- _Exercise data_:

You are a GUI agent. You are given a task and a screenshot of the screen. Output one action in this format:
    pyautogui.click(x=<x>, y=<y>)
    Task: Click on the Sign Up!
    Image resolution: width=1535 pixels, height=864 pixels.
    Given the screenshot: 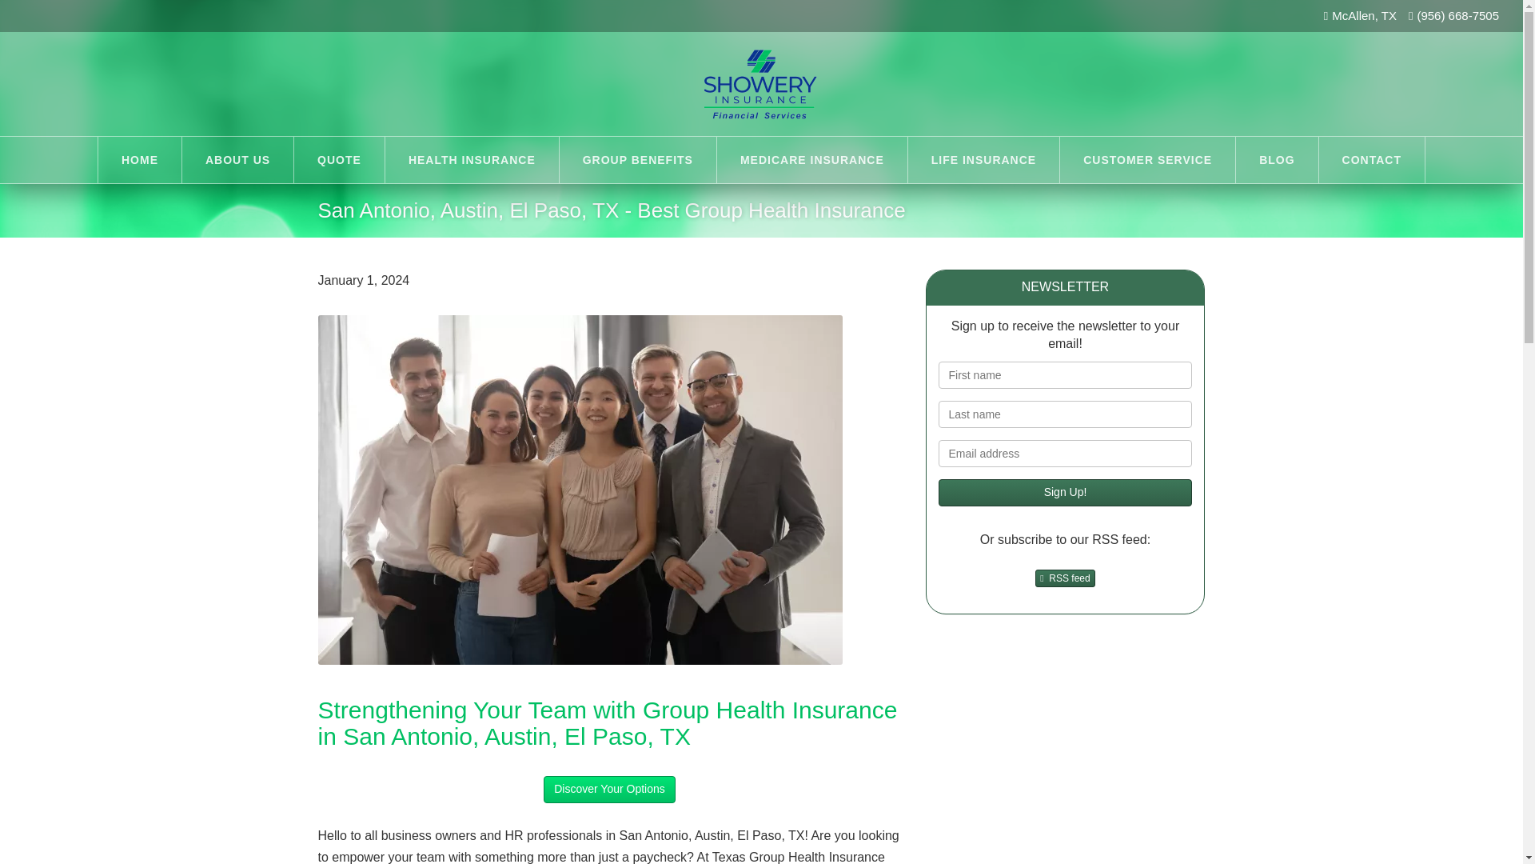 What is the action you would take?
    pyautogui.click(x=1065, y=493)
    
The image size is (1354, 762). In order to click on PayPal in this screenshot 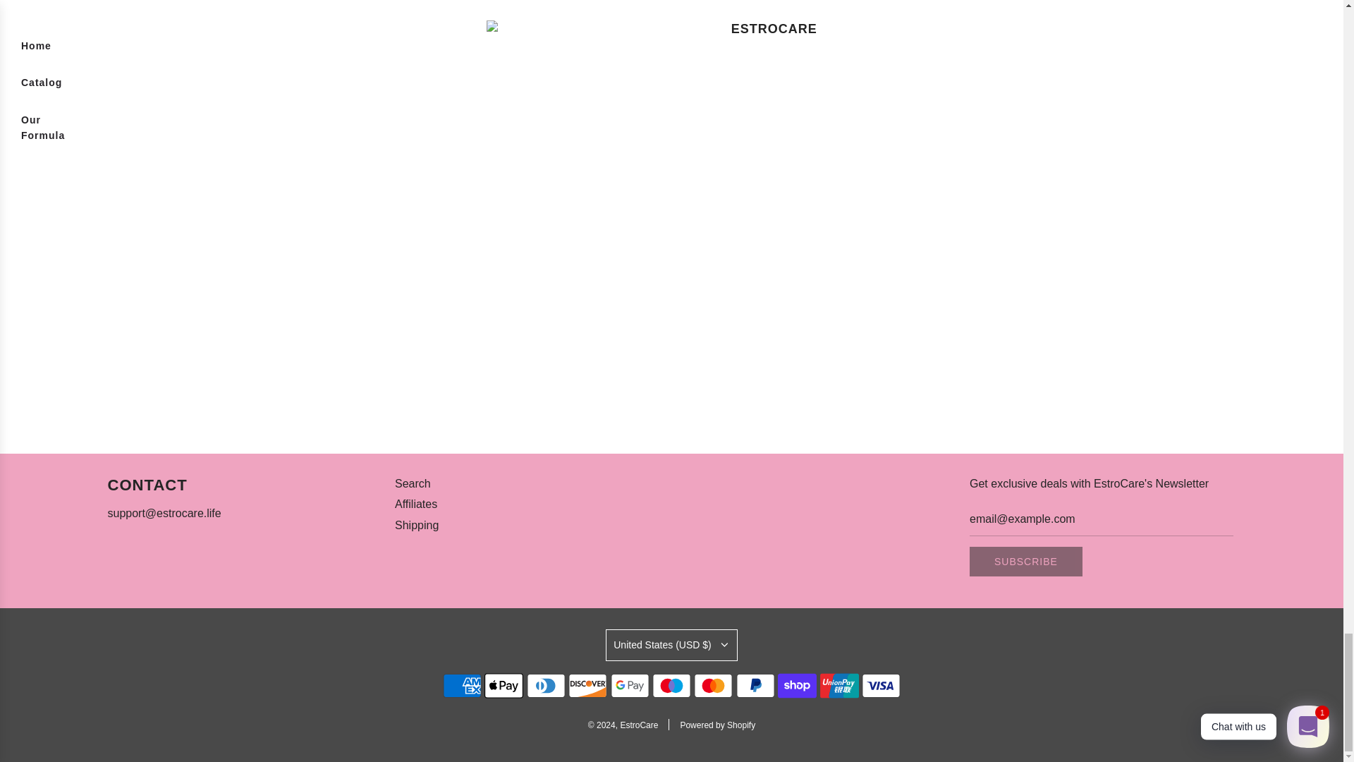, I will do `click(755, 686)`.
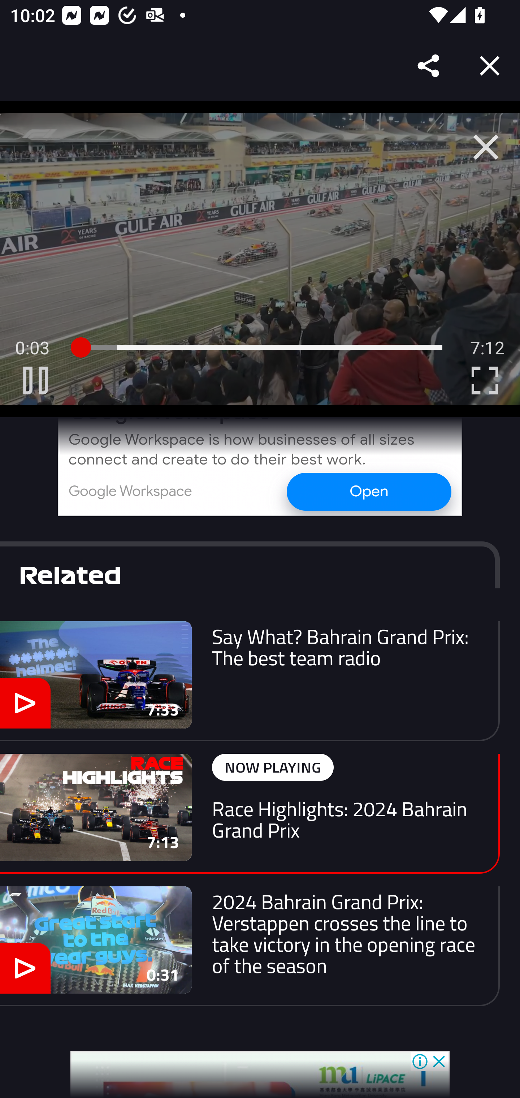  Describe the element at coordinates (486, 148) in the screenshot. I see ` Close` at that location.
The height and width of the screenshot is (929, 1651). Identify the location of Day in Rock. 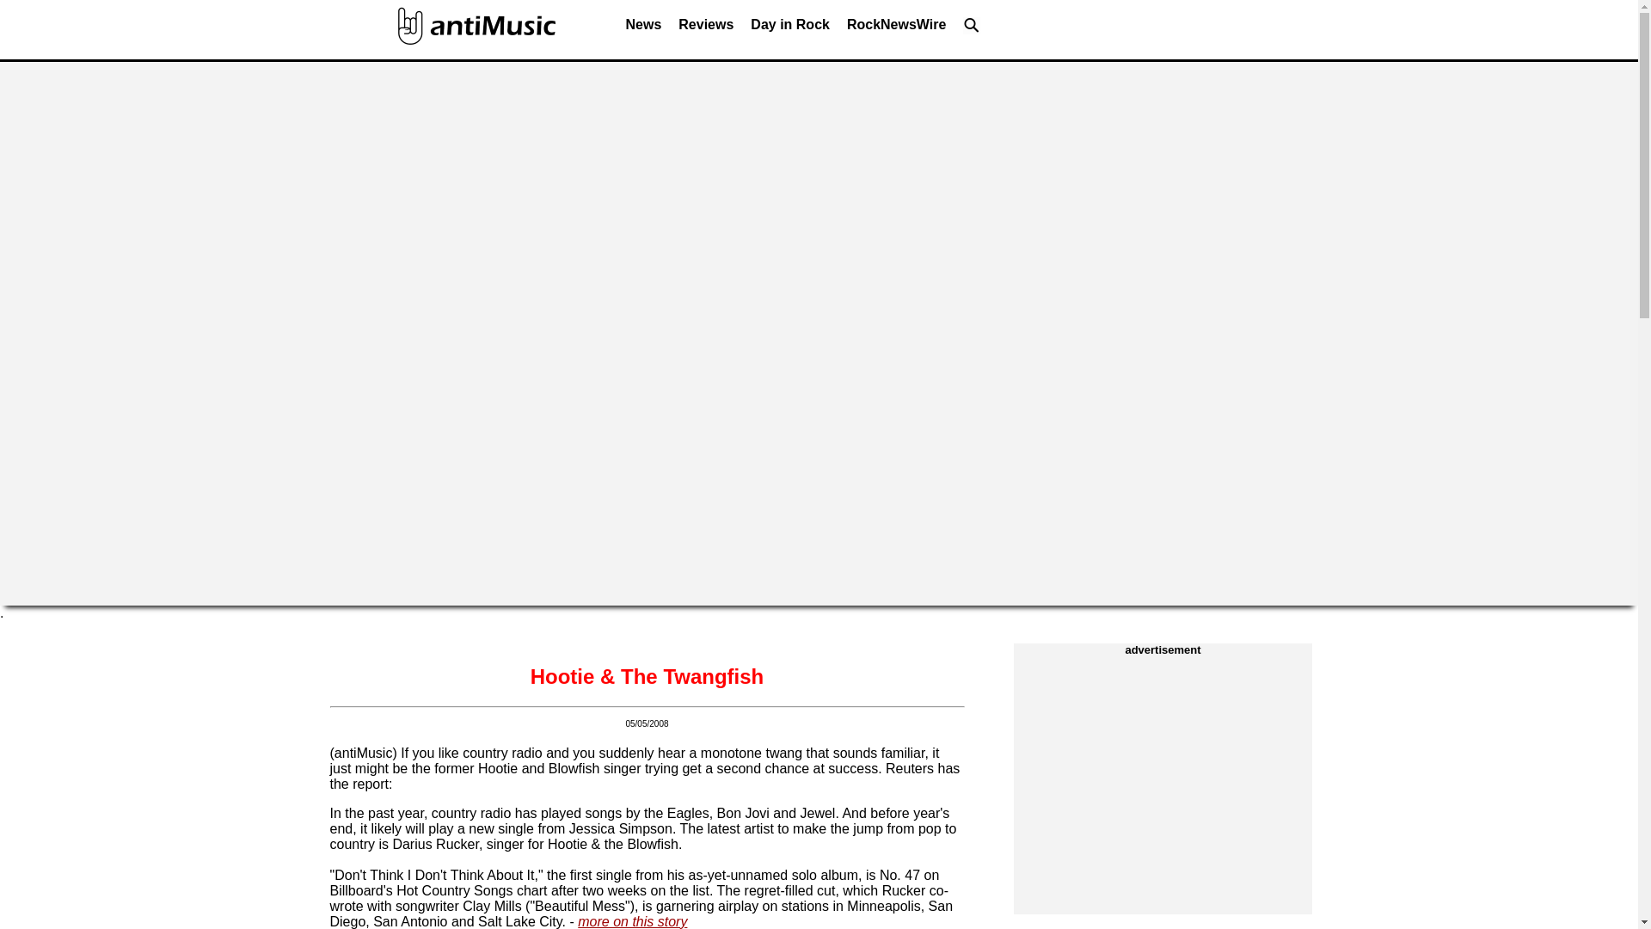
(789, 29).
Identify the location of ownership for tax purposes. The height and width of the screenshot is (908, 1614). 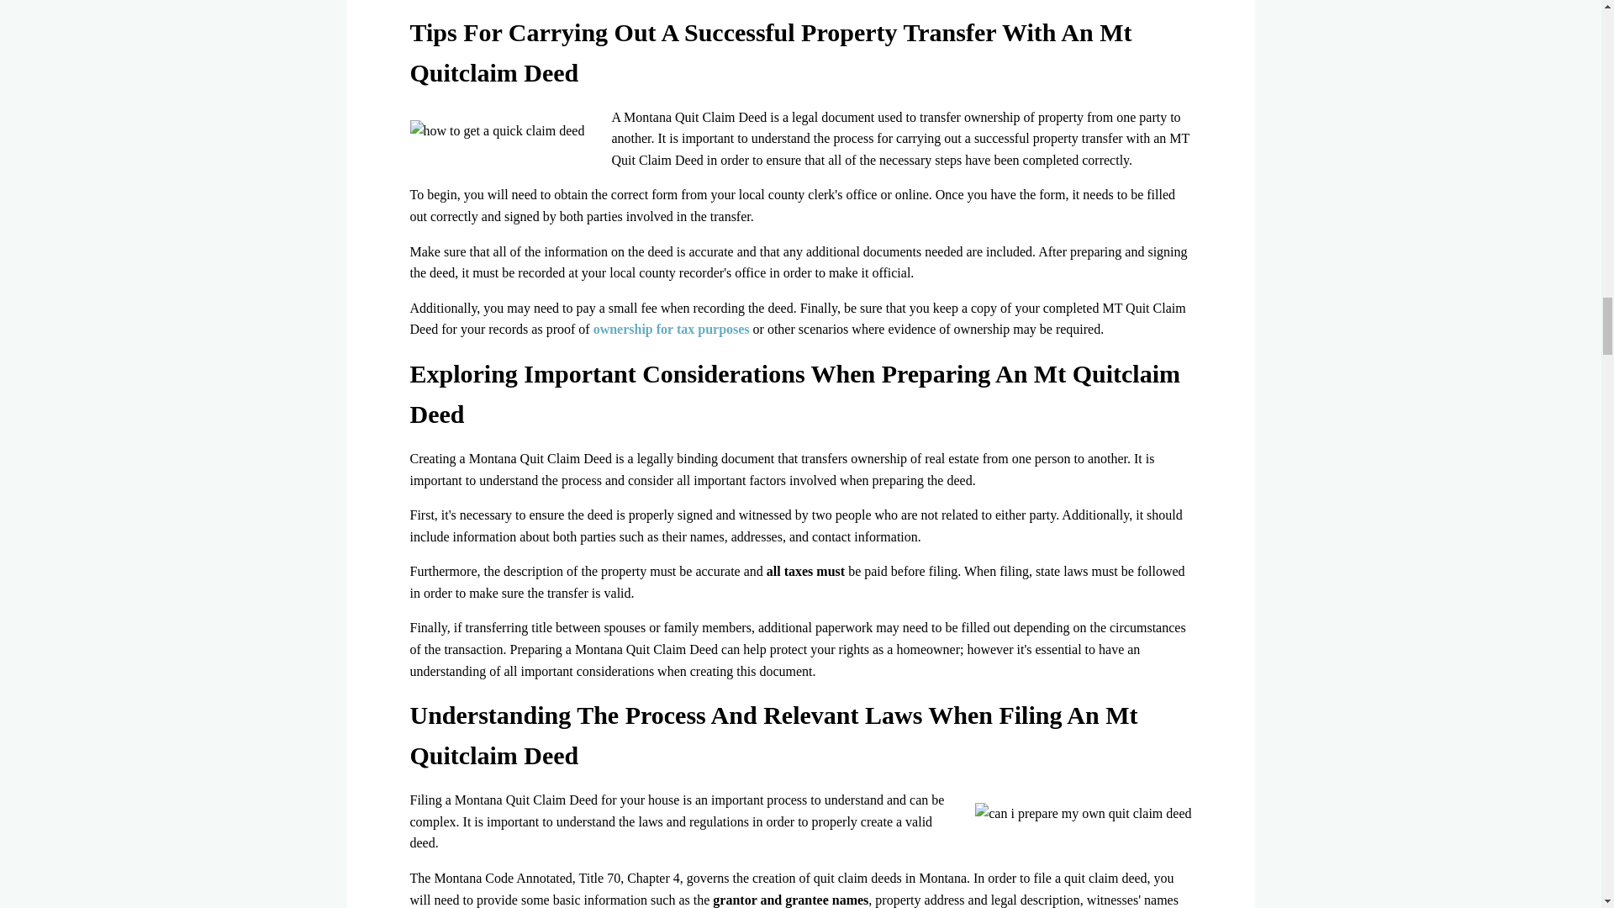
(672, 329).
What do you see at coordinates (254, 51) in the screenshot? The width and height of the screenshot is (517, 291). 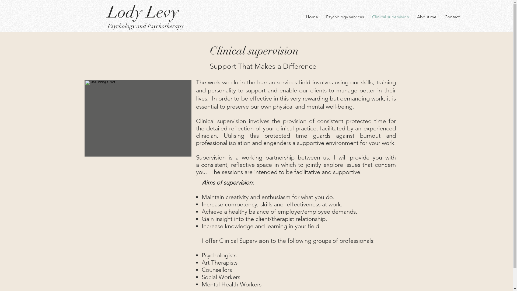 I see `Clinical supervision` at bounding box center [254, 51].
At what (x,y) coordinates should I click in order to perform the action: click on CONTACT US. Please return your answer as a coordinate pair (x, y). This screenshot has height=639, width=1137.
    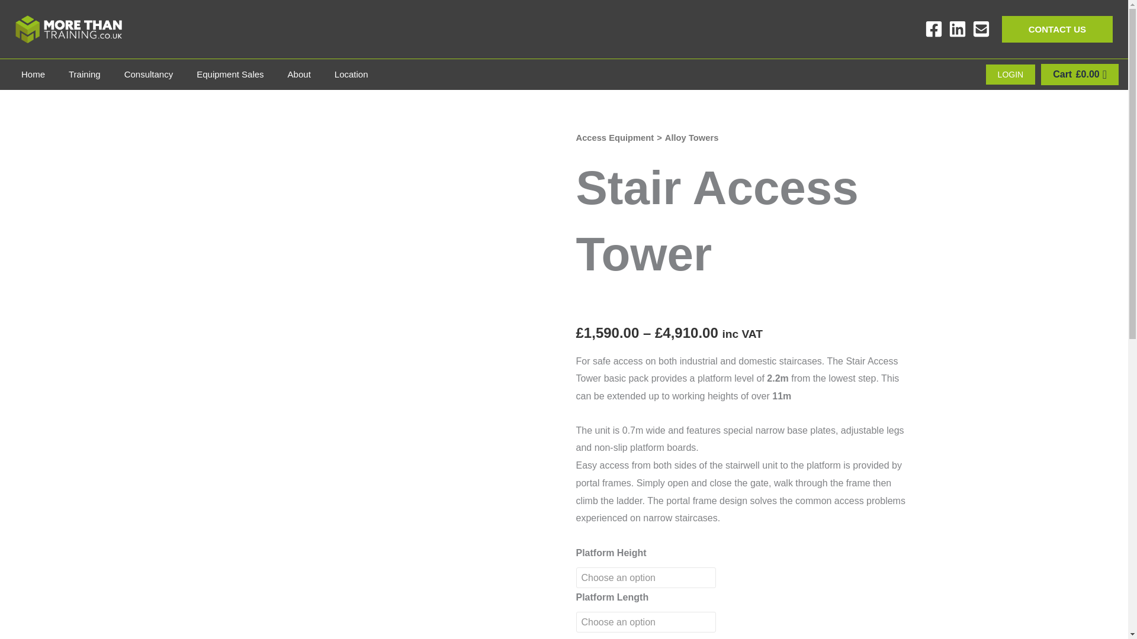
    Looking at the image, I should click on (1057, 30).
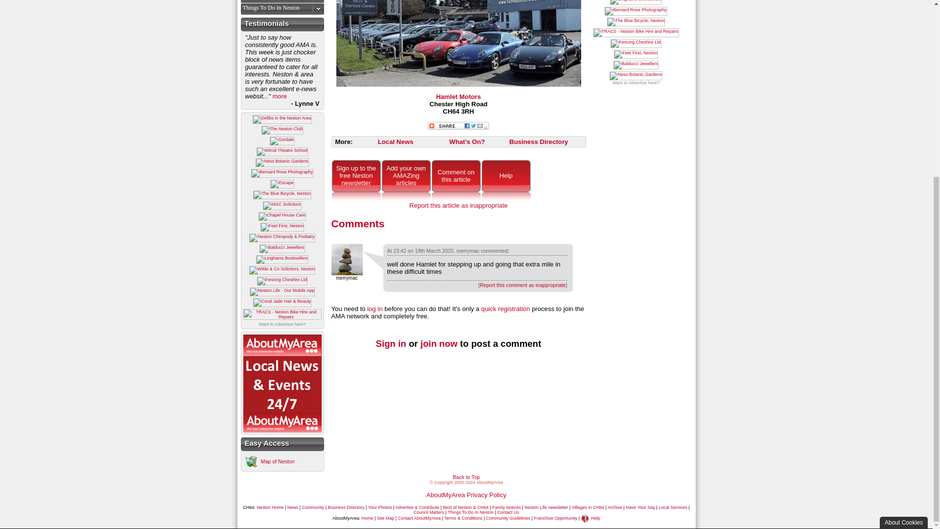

- _Problem to work on_: Once the line containing "Image resolution: width=1535" has been retyped, stop. Begin at the first line of the material and reproduce every line up to it exactly.

- _Exercise answer_:
You are a GUI agent. You are given a task and a screenshot of the screen. Output one action in this format:
    pyautogui.click(x=<x>, y=<y>)
    Task: Click on the Sign Up!
    Image resolution: width=1535 pixels, height=864 pixels.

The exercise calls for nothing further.